When Reputation Becomes a Medical Risk: Managing Crisis for Public Figures
Published October 4, 2025 | Sophie Solmini

The call came on a Tuesday morning. The voice was strained in the specific way I have learned to recognize. Not panic. Something quieter than panic. The kind of calm that arrives when a person has understood exactly how serious things are and has stopped pretending otherwise.
She needed me in New York. The medical committee was questioning whether her support infrastructure was real. She needed someone who could walk into that room and speak to what we had actually built together.
I was on a plane within twenty-four hours.
I have sat in front of transplant committees before. Each time the weight of it is the same. These are not meetings where you advocate with emotion. You advocate with evidence. The committee is not evaluating whether the person is a good person or whether they deserve a second chance. They are evaluating whether the conditions exist for a successful outcome. Whether the support is real, documented, and durable enough to hold through what recovery actually demands.
For a public figure, that evaluation carries a layer of complexity that most clinical teams are not fully equipped to assess on their own. Her career was built on visibility. Lifestyle content. A following that numbered in the millions and had expectations attached to it. The same infrastructure that made her professionally successful had also made it easier for the pattern to continue undetected for longer than it should have. You can create content. You can meet deadlines. You can appear at events and photograph well and maintain every visible marker of functionality while your body is registering something entirely different in the bloodwork.
The first real signal had come through routine monitoring. Numbers that should have been unremarkable were not. By the time I was involved, the clinical picture had been developing quietly for longer than anyone had named out loud.
We had spent over a year building the operational framework before that Tuesday call. Not in anticipation of a committee hearing, but because the work required it. How to move through industry events without the mechanisms that had previously made them manageable. How to produce content that did not revolve around the lifestyle that was no longer viable. How to handle the specific anxiety of an audience that had been built around a particular version of her, and the fear of what happened if that version changed.
The committee asked the questions I expected. What does her support system look like in practice. How will she manage the stress of recovery while maintaining the professional obligations she cannot simply suspend. What happens when the environment around her reasserts the old patterns.
I could answer those questions with specifics. Not because I was there to perform advocacy in the lobbying sense. Because I had been present for the actual work. I knew which situations were highest risk and what the response protocol was. I knew how the schedule had already been restructured. I knew what had been hard and where she had held anyway. That is the information a committee needs and it is information that only exists if someone has been inside the process rather than summarizing it from the outside.
The committee approved the next steps.
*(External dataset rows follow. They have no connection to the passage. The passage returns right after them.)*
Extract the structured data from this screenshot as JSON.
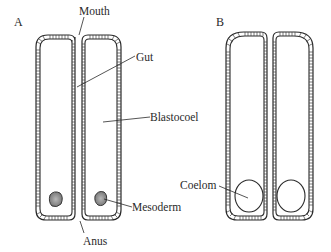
{
  "panels": [
    {
      "id": "A",
      "label": "A"
    },
    {
      "id": "B",
      "label": "B"
    }
  ],
  "labels": {
    "mouth": "Mouth",
    "gut": "Gut",
    "blastocoel": "Blastocoel",
    "mesoderm": "Mesoderm",
    "anus": "Anus",
    "coelom": "Coelom"
  },
  "colors": {
    "line": "#2a2a2a",
    "mesoderm_fill": "#9a9a9a",
    "background": "#ffffff"
  }
}
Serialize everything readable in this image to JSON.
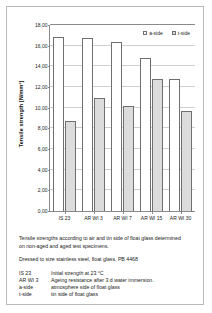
{
  "chart_data": {
    "type": "bar",
    "title": "",
    "xlabel": "",
    "ylabel": "Tensile strength  [N/mm²]",
    "ylim": [
      0,
      18
    ],
    "ytick_step": 2,
    "ytick_labels": [
      "0,00",
      "2,00",
      "4,00",
      "6,00",
      "8,00",
      "10,00",
      "12,00",
      "14,00",
      "16,00",
      "18,00"
    ],
    "ytick_values": [
      0,
      2,
      4,
      6,
      8,
      10,
      12,
      14,
      16,
      18
    ],
    "grid": true,
    "legend_position": "top-right",
    "categories": [
      "IS 23",
      "AR WI 3",
      "AR WI 7",
      "AR WI 15",
      "AR WI 30"
    ],
    "series": [
      {
        "name": "a-side",
        "color": "#ffffff",
        "values": [
          16.8,
          16.7,
          16.4,
          14.8,
          12.8
        ]
      },
      {
        "name": "t-side",
        "color": "#dcdcdc",
        "values": [
          8.75,
          10.9,
          10.2,
          12.8,
          9.65
        ]
      }
    ]
  },
  "legend": {
    "items": [
      {
        "label": "a-side",
        "swatch": "a-side"
      },
      {
        "label": "t-side",
        "swatch": "t-side"
      }
    ]
  },
  "caption": {
    "description_line_1": "Tensile strengths according to air and tin side of float glass determined",
    "description_line_2": "on non-aged and aged test specimens.",
    "specimen_line": "Dressed to size stainless steel, float glass, PB 4468",
    "key": [
      {
        "term": "IS 23",
        "desc": "Initial strength at 23 °C"
      },
      {
        "term": "AR WI 3",
        "desc": "Ageing resistance after 3 d water immersion."
      },
      {
        "term": "a-side",
        "desc": "atmosphere side of float glass"
      },
      {
        "term": "t-side",
        "desc": "tin side of float glass"
      }
    ]
  }
}
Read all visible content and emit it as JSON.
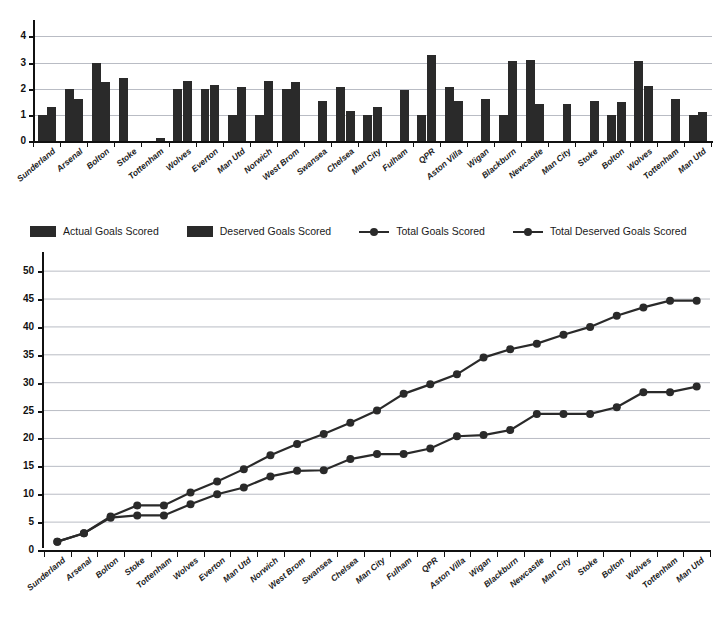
{
  "legend": {
    "items": [
      {
        "label": "Actual Goals Scored",
        "type": "bar",
        "color": "#2a2a2a"
      },
      {
        "label": "Deserved Goals Scored",
        "type": "bar",
        "color": "#2a2a2a"
      },
      {
        "label": "Total Goals Scored",
        "type": "line",
        "color": "#2a2a2a"
      },
      {
        "label": "Total Deserved Goals Scored",
        "type": "line",
        "color": "#2a2a2a"
      }
    ]
  },
  "chart_data": [
    {
      "type": "bar",
      "title": "",
      "xlabel": "",
      "ylabel": "",
      "ylim": [
        0,
        4.4
      ],
      "yticks": [
        0,
        1,
        2,
        3,
        4
      ],
      "grid": true,
      "legend_position": "below",
      "categories": [
        "Sunderland",
        "Arsenal",
        "Bolton",
        "Stoke",
        "Tottenham",
        "Wolves",
        "Everton",
        "Man Utd",
        "Norwich",
        "West Brom",
        "Swansea",
        "Chelsea",
        "Man City",
        "Fulham",
        "QPR",
        "Aston Villa",
        "Wigan",
        "Blackburn",
        "Newcastle",
        "Man City",
        "Stoke",
        "Bolton",
        "Wolves",
        "Tottenham",
        "Man Utd"
      ],
      "series": [
        {
          "name": "Actual Goals Scored",
          "values": [
            1.0,
            2.0,
            3.0,
            2.4,
            0.0,
            2.0,
            2.0,
            1.0,
            1.0,
            2.0,
            0.0,
            2.05,
            1.0,
            0.0,
            1.0,
            2.05,
            0.0,
            1.0,
            3.1,
            0.0,
            0.0,
            1.0,
            3.05,
            0.0,
            1.0
          ]
        },
        {
          "name": "Deserved Goals Scored",
          "values": [
            1.3,
            1.6,
            2.25,
            0.0,
            0.1,
            2.3,
            2.15,
            2.05,
            2.3,
            2.25,
            1.55,
            1.15,
            1.3,
            1.95,
            3.3,
            1.55,
            1.6,
            3.05,
            1.4,
            1.4,
            1.55,
            1.5,
            2.1,
            1.6,
            1.1
          ]
        }
      ]
    },
    {
      "type": "line",
      "title": "",
      "xlabel": "",
      "ylabel": "",
      "ylim": [
        0,
        52
      ],
      "yticks": [
        0,
        5,
        10,
        15,
        20,
        25,
        30,
        35,
        40,
        45,
        50
      ],
      "grid": true,
      "legend_position": "above",
      "categories": [
        "Sunderland",
        "Arsenal",
        "Bolton",
        "Stoke",
        "Tottenham",
        "Wolves",
        "Everton",
        "Man Utd",
        "Norwich",
        "West Brom",
        "Swansea",
        "Chelsea",
        "Man City",
        "Fulham",
        "QPR",
        "Aston Villa",
        "Wigan",
        "Blackburn",
        "Newcastle",
        "Man City",
        "Stoke",
        "Bolton",
        "Wolves",
        "Tottenham",
        "Man Utd"
      ],
      "series": [
        {
          "name": "Total Goals Scored",
          "values": [
            1.5,
            3.0,
            6.0,
            8.0,
            8.0,
            10.3,
            12.3,
            14.5,
            17.0,
            19.0,
            20.8,
            22.8,
            25.0,
            28.0,
            29.7,
            31.5,
            34.5,
            36.0,
            37.0,
            38.6,
            40.0,
            42.0,
            43.5,
            44.7,
            44.7
          ]
        },
        {
          "name": "Total Deserved Goals Scored",
          "values": [
            1.5,
            3.0,
            5.8,
            6.2,
            6.2,
            8.2,
            10.0,
            11.2,
            13.2,
            14.2,
            14.3,
            16.3,
            17.2,
            17.2,
            18.2,
            20.4,
            20.6,
            21.5,
            24.4,
            24.4,
            24.4,
            25.6,
            28.3,
            28.3,
            29.3
          ]
        }
      ]
    }
  ]
}
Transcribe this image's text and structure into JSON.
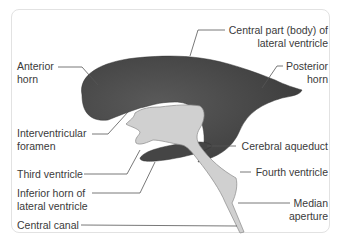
{
  "diagram": {
    "colors": {
      "lateral_ventricle": "#4a4a4a",
      "third_ventricle_and_aqueduct": "#cfcfcf",
      "outline": "#8a8a8a",
      "leader_lines": "#555555",
      "label_text": "#3a3a3a",
      "frame_border": "#e2e2e2"
    },
    "labels": {
      "anterior_horn": [
        "Anterior",
        "horn"
      ],
      "central_part": [
        "Central part (body) of",
        "lateral ventricle"
      ],
      "posterior_horn": [
        "Posterior",
        "horn"
      ],
      "interventricular_foramen": [
        "Interventricular",
        "foramen"
      ],
      "cerebral_aqueduct": "Cerebral aqueduct",
      "third_ventricle": "Third ventricle",
      "fourth_ventricle": "Fourth ventricle",
      "inferior_horn": [
        "Inferior horn of",
        "lateral ventricle"
      ],
      "median_aperture": [
        "Median",
        "aperture"
      ],
      "central_canal": "Central canal"
    }
  }
}
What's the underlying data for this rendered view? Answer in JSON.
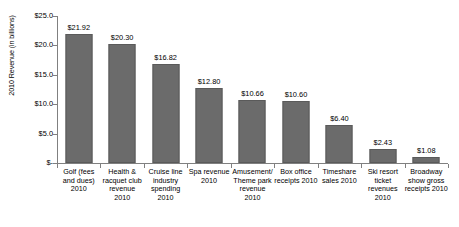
{
  "chart_data": {
    "type": "bar",
    "title": "",
    "xlabel": "",
    "ylabel": "2010 Revenue (in billions)",
    "ylim": [
      0,
      25
    ],
    "grid": false,
    "legend": false,
    "bar_color": "#6b6b6b",
    "axis_color": "#808080",
    "categories": [
      "Golf (fees and dues) 2010",
      "Health & racquet club revenue 2010",
      "Cruise line industry spending 2010",
      "Spa revenue 2010",
      "Amusement/ Theme park revenue 2010",
      "Box office receipts 2010",
      "Timeshare sales 2010",
      "Ski resort ticket revenues 2010",
      "Broadway show gross receipts 2010"
    ],
    "values": [
      21.92,
      20.3,
      16.82,
      12.8,
      10.66,
      10.6,
      6.4,
      2.43,
      1.08
    ],
    "value_labels": [
      "$21.92",
      "$20.30",
      "$16.82",
      "$12.80",
      "$10.66",
      "$10.60",
      "$6.40",
      "$2.43",
      "$1.08"
    ],
    "y_ticks": [
      25,
      20,
      15,
      10,
      5,
      0
    ],
    "y_tick_labels": [
      "$25.0",
      "$20.0",
      "$15.0",
      "$10.0",
      "$5.0",
      "$-"
    ]
  }
}
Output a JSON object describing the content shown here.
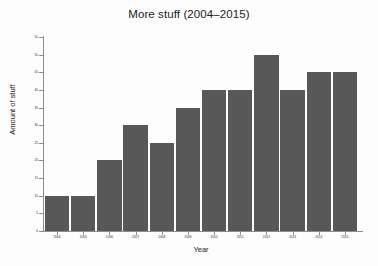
{
  "chart_data": {
    "type": "bar",
    "title": "More stuff (2004–2015)",
    "xlabel": "Year",
    "ylabel": "Amount of stuff",
    "categories": [
      "2004",
      "2005",
      "2006",
      "2007",
      "2008",
      "2009",
      "2010",
      "2011",
      "2012",
      "2013",
      "2014",
      "2015"
    ],
    "values": [
      10,
      10,
      20,
      30,
      25,
      35,
      40,
      40,
      50,
      40,
      45,
      45
    ],
    "ylim": [
      0,
      55
    ],
    "ytick_values": [
      0,
      5,
      10,
      15,
      20,
      25,
      30,
      35,
      40,
      45,
      50,
      55
    ],
    "ytick_labels": [
      "0",
      "5",
      "10",
      "15",
      "20",
      "25",
      "30",
      "35",
      "40",
      "45",
      "50",
      "55"
    ],
    "grid": false,
    "legend": null,
    "bar_color": "#585858",
    "axis_color": "#8d8d8d",
    "background_color": "#ffffff"
  }
}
That was the medical team's determination, based on their full assessment. My role was to make the operational picture legible to people who were trying to understand whether the conditions for recovery genuinely existed.
What came after the approval was its own kind of work. Recovery for someone in a public-facing career does not happen in private in the way it might for someone whose life is less visible. Medication schedules. Regular monitoring. A physical capacity that has changed and needs to be accommodated rather than concealed. An audience that will notice if something is different and will form its own narrative about what that difference means. The identity restructuring that serious medical recovery requires, happening alongside the professional identity that has been built over years and cannot simply be set aside.
That is the intersection I work in. Not clinical care, which belongs to the medical team. Not reputation management, which belongs to her publicist. The space between those things, where the personal crisis and the professional reality have to be navigated at the same time by the same person, and where someone needs to be present who understands both well enough to help hold them together.
I have been in late-night crisis calls and hospital conference rooms and hotel suites in cities I was not planning to be in. The work does not always look the way people expect it to when they first engage me. Sometimes it looks like sitting across from a committee of physicians in Manhattan, translating a year of operational work into language that helps them make a decision.
That is what this work sometimes requires. Showing up in whatever room matters most, with whatever the moment needs.